Citation: Hodson C, Yang J, Hocking DM, Azzopardi K, Chen Q, Holien JK, Parker MW, Tauschek M and Robins-Browne RM (2017) Control of Virulence Gene Expression by the Master Regulator, CfaD, in the Prototypical Enterotoxigenic Escherichia coli Strain, H10407. Front. Microbiol. 8:1525. doi: 10.3389/fmicb.2017.01525

Received: 02 May 2017; Accepted: 28 July 2017;
Published: 11 August 2017.

Edited by:

Shihua Wang, Fujian Agriculture and Forestry University, China

Reviewed by:

Miguel A. De la Cruz, IMSS, Mexico
Yunlong Li, Wadsworth Center, United States

Copyright © 2017 Hodson, Yang, Hocking, Azzopardi, Chen, Holien, Parker, Tauschek and Robins-Browne.
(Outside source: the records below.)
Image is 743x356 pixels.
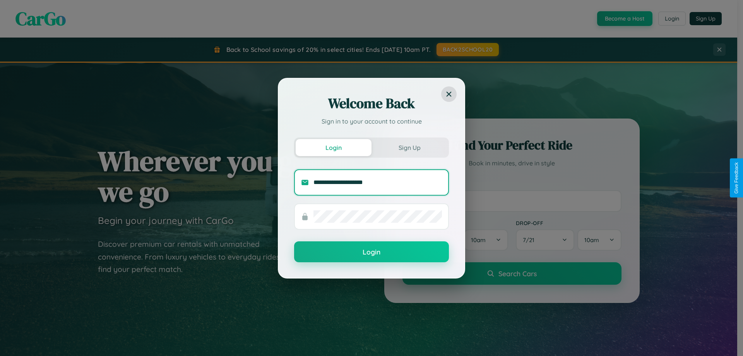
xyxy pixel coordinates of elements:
[294,94,449,113] h2: Welcome Back
[734,162,739,194] div: Give Feedback
[372,139,447,156] button: Sign Up
[296,139,372,156] button: Login
[294,241,449,262] button: Login
[294,117,449,126] p: Sign in to your account to continue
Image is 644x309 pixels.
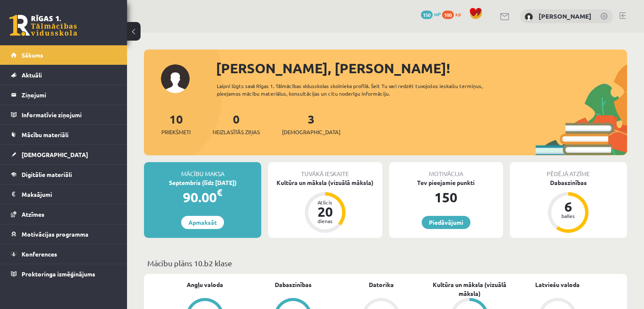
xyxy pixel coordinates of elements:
div: Septembris (līdz [DATE]) [144,178,261,187]
span: 150 [421,11,433,19]
div: Atlicis [313,200,338,205]
a: Digitālie materiāli [11,165,116,184]
span: Atzīmes [22,211,44,218]
div: 90.00 [144,187,261,208]
a: Apmaksāt [181,216,224,229]
span: mP [434,11,441,17]
a: Ziņojumi [11,85,116,104]
a: Aktuāli [11,65,116,85]
a: [DEMOGRAPHIC_DATA] [11,144,116,164]
a: Kultūra un māksla (vizuālā māksla) Atlicis 20 dienas [268,178,382,234]
a: Mācību materiāli [11,125,116,144]
div: Laipni lūgts savā Rīgas 1. Tālmācības vidusskolas skolnieka profilā. Šeit Tu vari redzēt tuvojošo... [217,82,507,97]
a: [PERSON_NAME] [539,12,591,20]
a: Proktoringa izmēģinājums [11,264,116,284]
span: Sākums [22,51,43,59]
a: Latviešu valoda [535,280,580,289]
span: Konferences [22,250,57,258]
div: 6 [555,200,581,213]
div: balles [555,213,581,218]
span: 100 [442,11,454,19]
a: Atzīmes [11,205,116,224]
a: 10Priekšmeti [161,111,191,136]
a: Kultūra un māksla (vizuālā māksla) [426,280,514,298]
span: Neizlasītās ziņas [213,128,260,136]
div: Pēdējā atzīme [510,162,627,178]
div: 20 [313,205,338,218]
a: Sākums [11,45,116,65]
div: [PERSON_NAME], [PERSON_NAME]! [216,58,627,78]
span: Digitālie materiāli [22,170,72,178]
a: Dabaszinības [275,280,312,289]
img: Emīlija Zelča [525,13,533,21]
span: Priekšmeti [161,128,191,136]
a: 0Neizlasītās ziņas [213,111,260,136]
div: Dabaszinības [510,178,627,187]
a: Datorika [369,280,394,289]
span: Mācību materiāli [22,131,68,139]
div: Motivācija [389,162,503,178]
legend: Ziņojumi [22,85,116,104]
span: Motivācijas programma [22,230,89,238]
span: [DEMOGRAPHIC_DATA] [22,150,88,158]
a: Piedāvājumi [422,216,470,229]
a: 100 xp [442,11,465,17]
legend: Informatīvie ziņojumi [22,105,116,124]
div: Tev pieejamie punkti [389,178,503,187]
a: Dabaszinības 6 balles [510,178,627,234]
a: Rīgas 1. Tālmācības vidusskola [9,15,77,36]
span: [DEMOGRAPHIC_DATA] [282,128,341,136]
a: Maksājumi [11,185,116,204]
a: Angļu valoda [187,280,223,289]
p: Mācību plāns 10.b2 klase [148,257,624,269]
div: Tuvākā ieskaite [268,162,382,178]
div: 150 [389,187,503,208]
a: 3[DEMOGRAPHIC_DATA] [282,111,341,136]
div: dienas [313,218,338,223]
div: Kultūra un māksla (vizuālā māksla) [268,178,382,187]
div: Mācību maksa [144,162,261,178]
span: Aktuāli [22,71,42,78]
a: 150 mP [421,11,441,17]
a: Informatīvie ziņojumi [11,105,116,124]
span: € [217,186,223,199]
a: Motivācijas programma [11,224,116,244]
span: xp [455,11,461,17]
legend: Maksājumi [22,185,116,204]
a: Konferences [11,244,116,264]
span: Proktoringa izmēģinājums [22,270,95,278]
This is an open-access article distributed under the terms of the Creative Commons Attribution License (CC BY). The use, distribution or reproduction in other forums is permitted, provided the original author(s) or licensor are credited and that the original publication in this journal is cited, in accordance with accepted academic practice. No use, distribution or reproduction is permitted which does not comply with these terms.

*Correspondence: Roy M. Robins-Browne, r.browne@unimelb.edu.au

These authors have contributed equally to this work.